They left the house and continued along the path they’d been following, which led up a steep hill. The climb was difficult in their debilitated state, but as they reached the top, they saw a Greek temple in the distance, its white marble pillars gleaming against the rich green of the surrounding hillside. Panting and exhausted, they helped each other across the glade and up its marble steps. There, on the altar, lay their prize, a massive golden book engraved with the same ornate peacock they’d observed on the doors.
Alena swayed on her feet and caught herself on Orpheus’s arm. “Do you feel that?”
He nodded. “Power. Pure, unadulterated power.”
The grimoire was as long as the full length of her arm with a width as wide as her shoulders and a thickness at least a cubit deep. It looked to Alena to be both ancient and brand-new. “How will we even carry it? It’s monstrous.”
She approached it cautiously, scanning the altar for any source of danger. It couldn’t be as easy as just taking it. Despite the fear and foreboding flooding her senses, she forced her aching legs to move her toward the grimoire.
“Alena, look!” Orpheus pointed to her right.
The gold doors they’d come through had sprouted from the earth beside them.
“This is it then,” she said, reaching for the book. “The end of the path. Let’s take it and return home.”
“No!” Orpheus yelled as energy crackled in her ears. He lunged for her. “Don’t touch it!”
Chapter Ten
Orpheus stopped Alena just in time, hands gripping her wrist from behind her, his heart hammering against her back. “When you reached for it, lightning formed in the air around you like a cloud.” He shook his head and wrapped his arms around her shoulders. “It’s protected with strong magic.”
“Of course it is.” Alena’s voice cracked through dry, parched lips. “Cleopatra wants vengeance. She wouldn’t want this grimoire if it weren’t ultimately powerful. The gods aren’t going to just let us take it.”
“No.”
“But Orpheus, we have to try.” She rotated in his arms to face him. “Look at us. We can hardly stand. If we don’t seize the grimoire now and go through those doors, we are as good as dead.”
Orpheus scowled. If anyone was going to touch the thing, it had to be him. He refused to put her in any more danger. He was sure now that he loved her. If they survived this test, hewouldmarry her, even if he had to carry the pigheaded woman home over his shoulder. And if this grimoire was cursed, he would do his best to save Alena from it. If one of them had to risk death, it was going to be him.
Rubbing a hand across his mouth, Orpheus tried to think through his growing hunger and weakness. He licked his cracking lips. “If we knew the nature of the magic protecting it, we could use either logic or magic to defeat it.”
“Yes.” Alena rubbed her temples. “But in order to learn the nature of the ward, one of us would have to trigger it.” She squatted to retrieve a rock from the ground near her feet and hurled it at the book, but the stone skimmed harmlessly across the cover.
“At least now we know the wards are sophisticated enough to identify an actual threat.”
“What now?” Alena asked, looking up at him with terrified eyes.
Gods, she was beautiful. He stroked her hair back from her face and kissed her firmly on the lips. “Here’s what will happen. I’m going to try to take the grimoire. After you see what happens to me, you will know the nature of the ward and will find a way through it.”
“No! You can’t. It could kill you.”
“You’re a healer, Alena. Whatever happens to me, you can fix. Bring me back like you did the goat.”
“Please. Please don’t make me. I wouldn’t be able to bear it. What if I don’t have the right herbs?”
He gave her a solemn smile. “Then you will go on. You’ll find a way to go back, and you will live a happy life without me.”
“No. No. You can’t do this, Orpheus.” She tugged at his arm, pleading with him.
“Why not?” Beautiful, tender Alena never failed to do the right thing. He’d wronged her once. Didn’t she understand that this time he must put her first?
“Because… because I love you, you fool.” Oh, how those words fell bittersweet on his ears.
“And because I love you, I can’t bear to see you in this place a moment more. I’m going to get that book. You take the grimoire back to Cleopatra.” Before she could protest further, he pushed her aside and leaped toward the altar, reaching for the grimoire.
Lightning formed in a circle around him, the air so charged with power that all the hair on his body stood on end. But he never reached the book. He hung, frozen in the air, the sharp tip of a glowing blade pointed at his heart. A blinding light shaped in the silhouette of a woman appeared between him and the book.
“Gods!” Orpheus cursed and found he was able to move to shield his eyes from the light. His feet came to rest on the slab of stone in front of the altar.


→ Problem requirements: A faithful copy of the entries is needed, one that leaves out the pictures.

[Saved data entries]
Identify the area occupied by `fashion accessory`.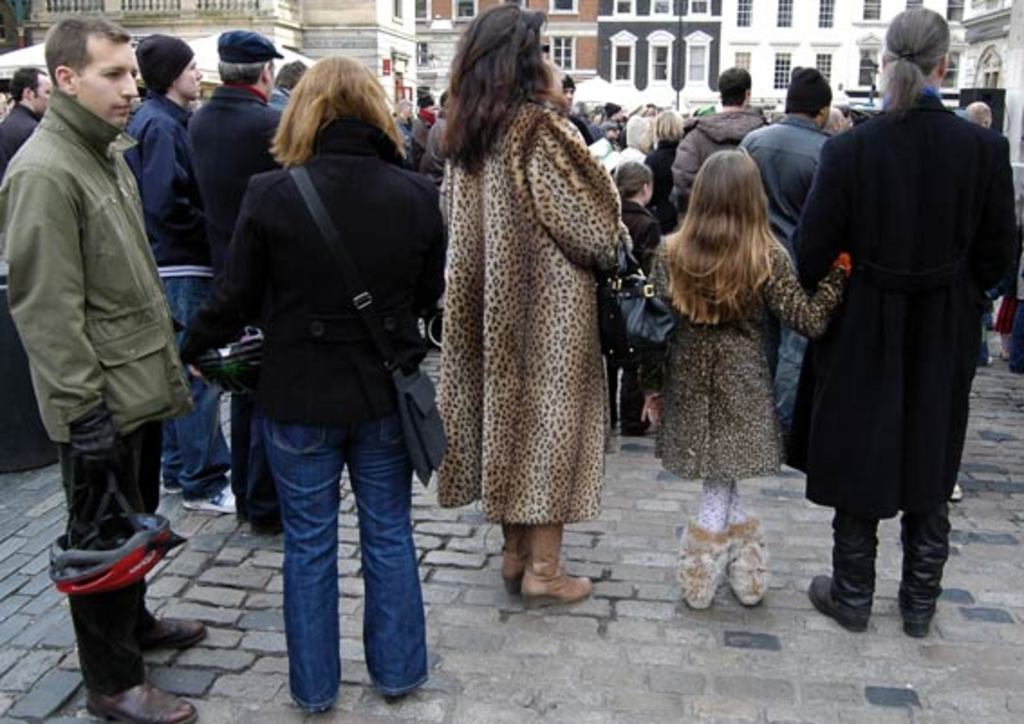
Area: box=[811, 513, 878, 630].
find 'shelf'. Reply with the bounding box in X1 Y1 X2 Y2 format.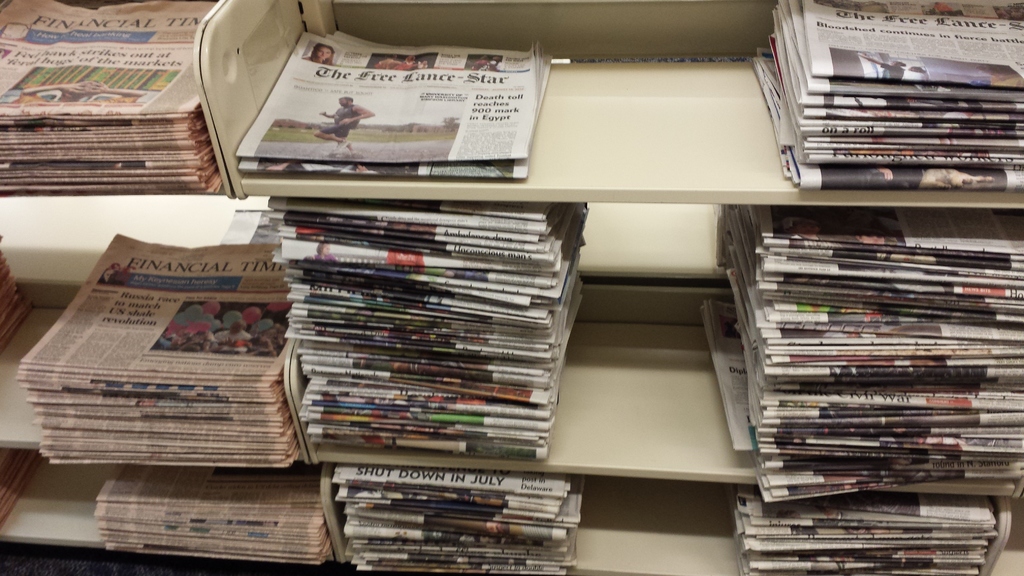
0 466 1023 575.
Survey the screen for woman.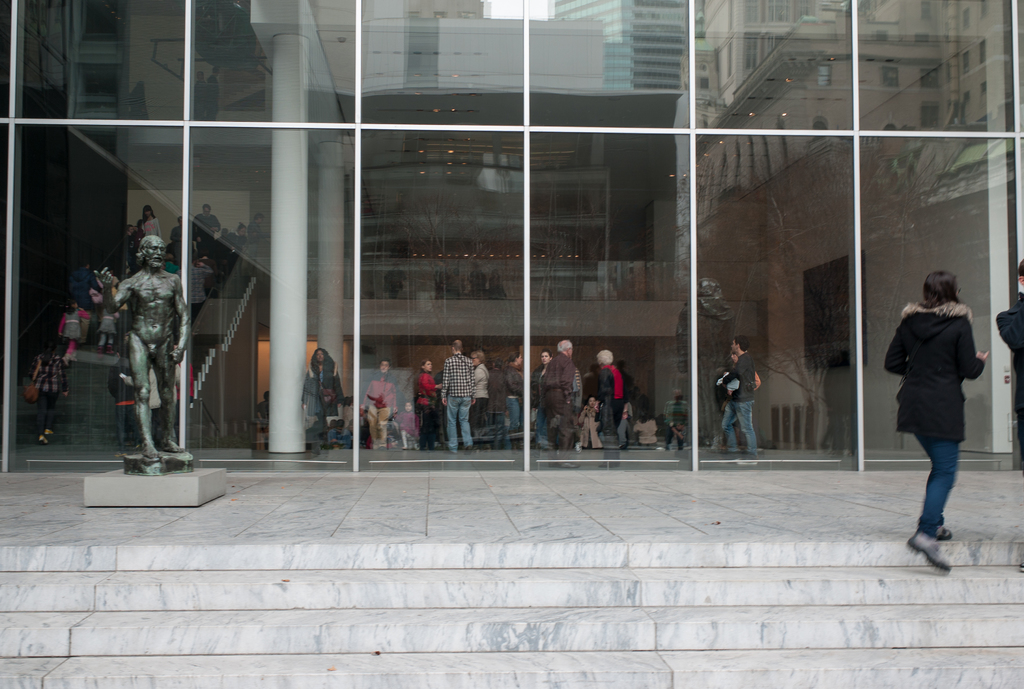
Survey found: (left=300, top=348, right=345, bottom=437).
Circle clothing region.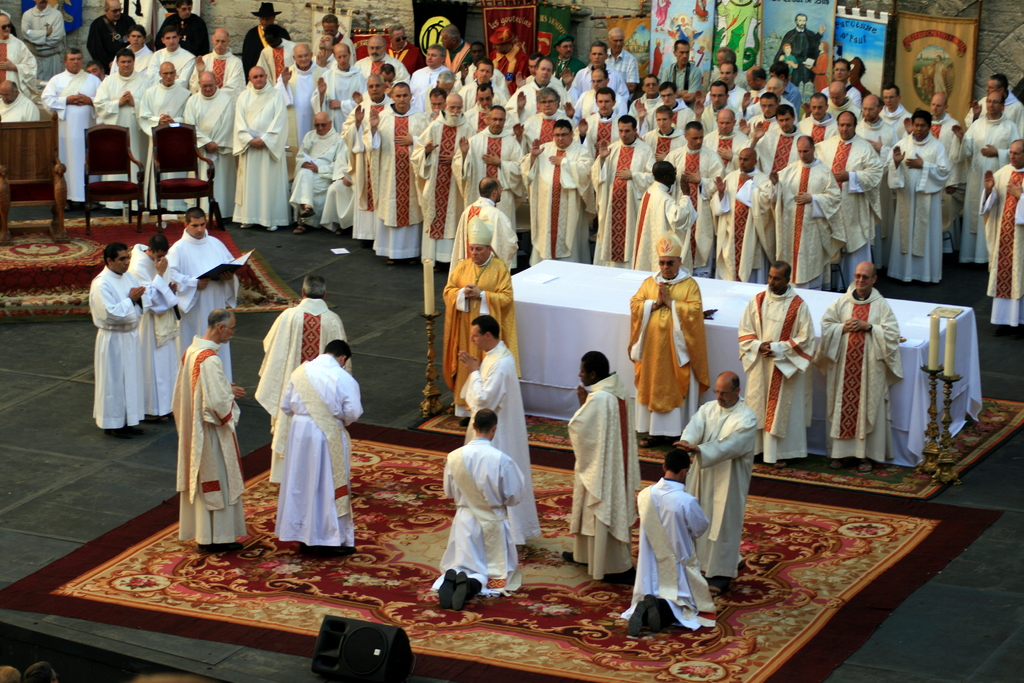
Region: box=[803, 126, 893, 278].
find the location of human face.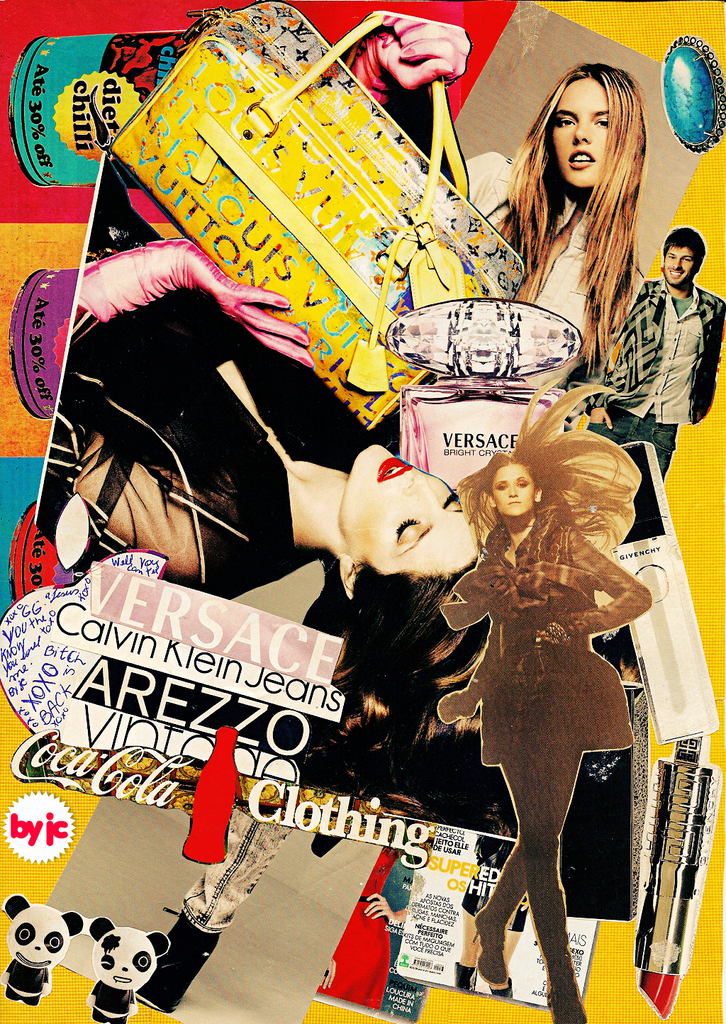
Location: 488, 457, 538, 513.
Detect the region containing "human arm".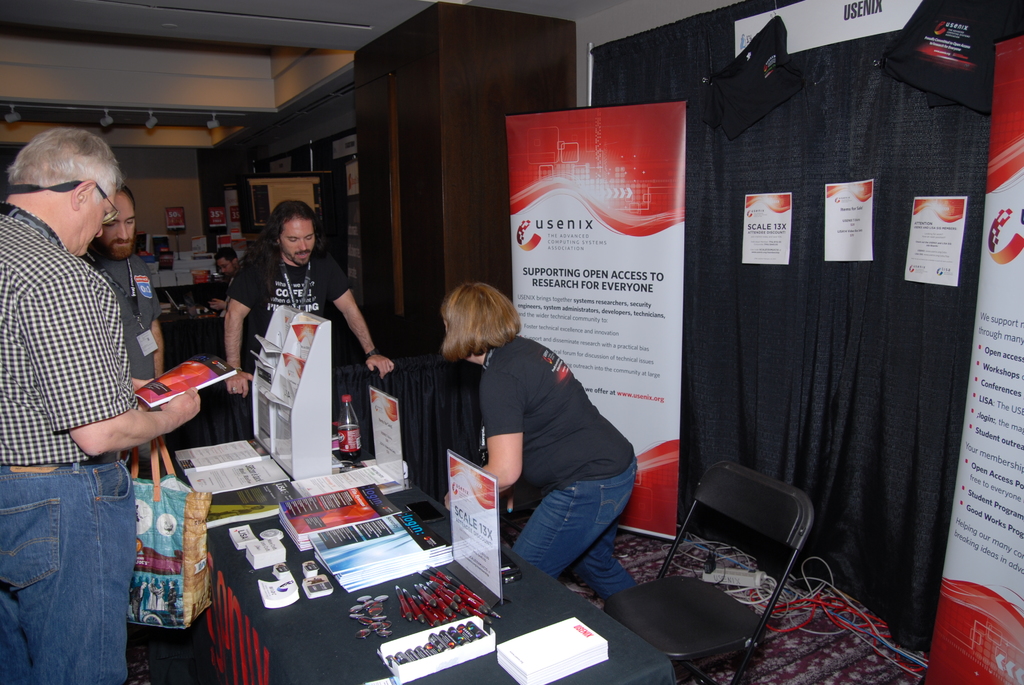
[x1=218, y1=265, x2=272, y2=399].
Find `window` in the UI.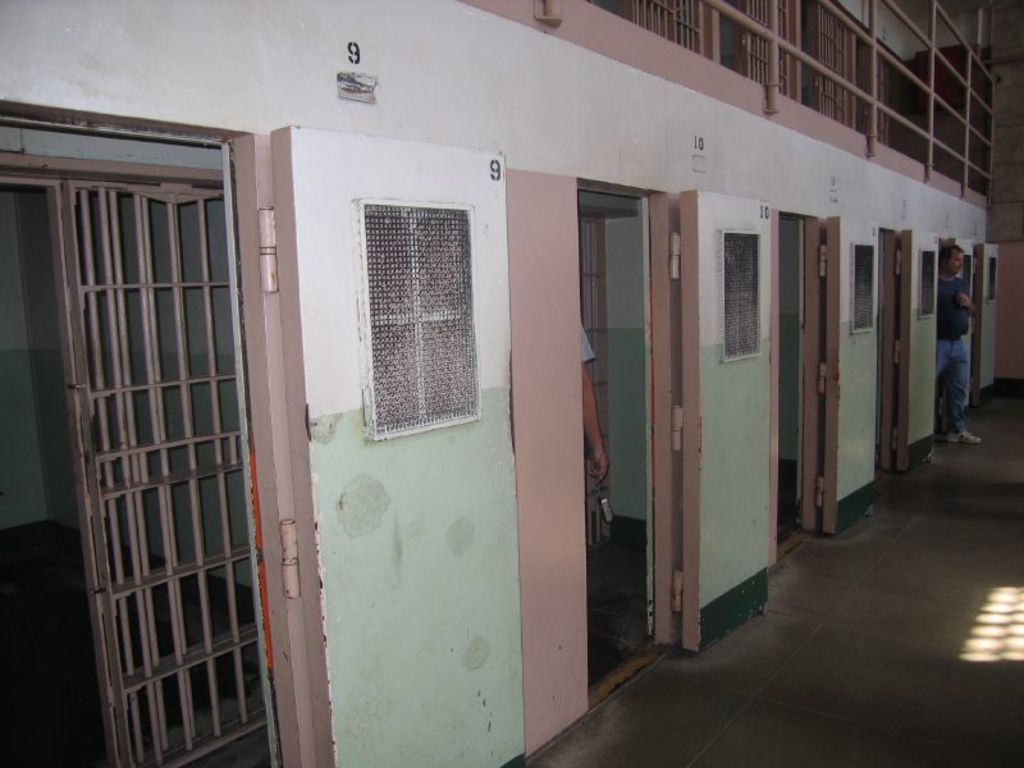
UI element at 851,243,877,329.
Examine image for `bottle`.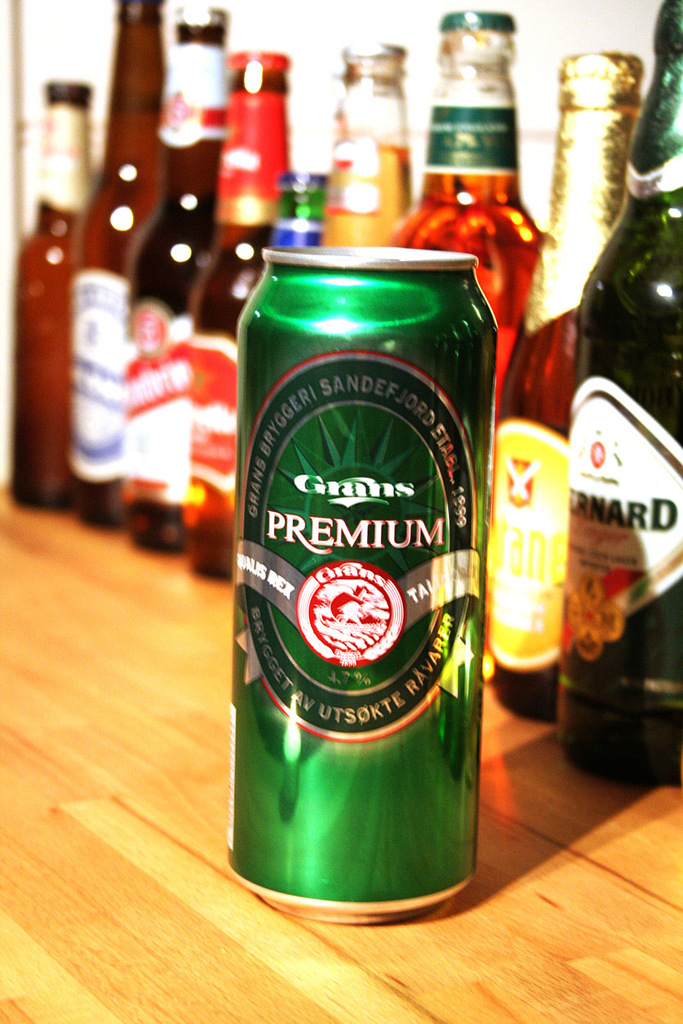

→ The answer:
Identify the area occupied by `fashion accessory`.
Area: box=[811, 513, 878, 630].
find 'shelf'. Reply with the bounding box in X1 Y1 X2 Y2 format.
0 466 1023 575.
Survey the screen for woman.
Survey found: (left=300, top=348, right=345, bottom=437).
Circle clothing region.
Region: box=[803, 126, 893, 278].
find the location of human face.
Location: 488, 457, 538, 513.
Detect the region containing "human arm".
[x1=218, y1=265, x2=272, y2=399].
Find `window` in the UI.
UI element at 851,243,877,329.
Examine image for `bottle`.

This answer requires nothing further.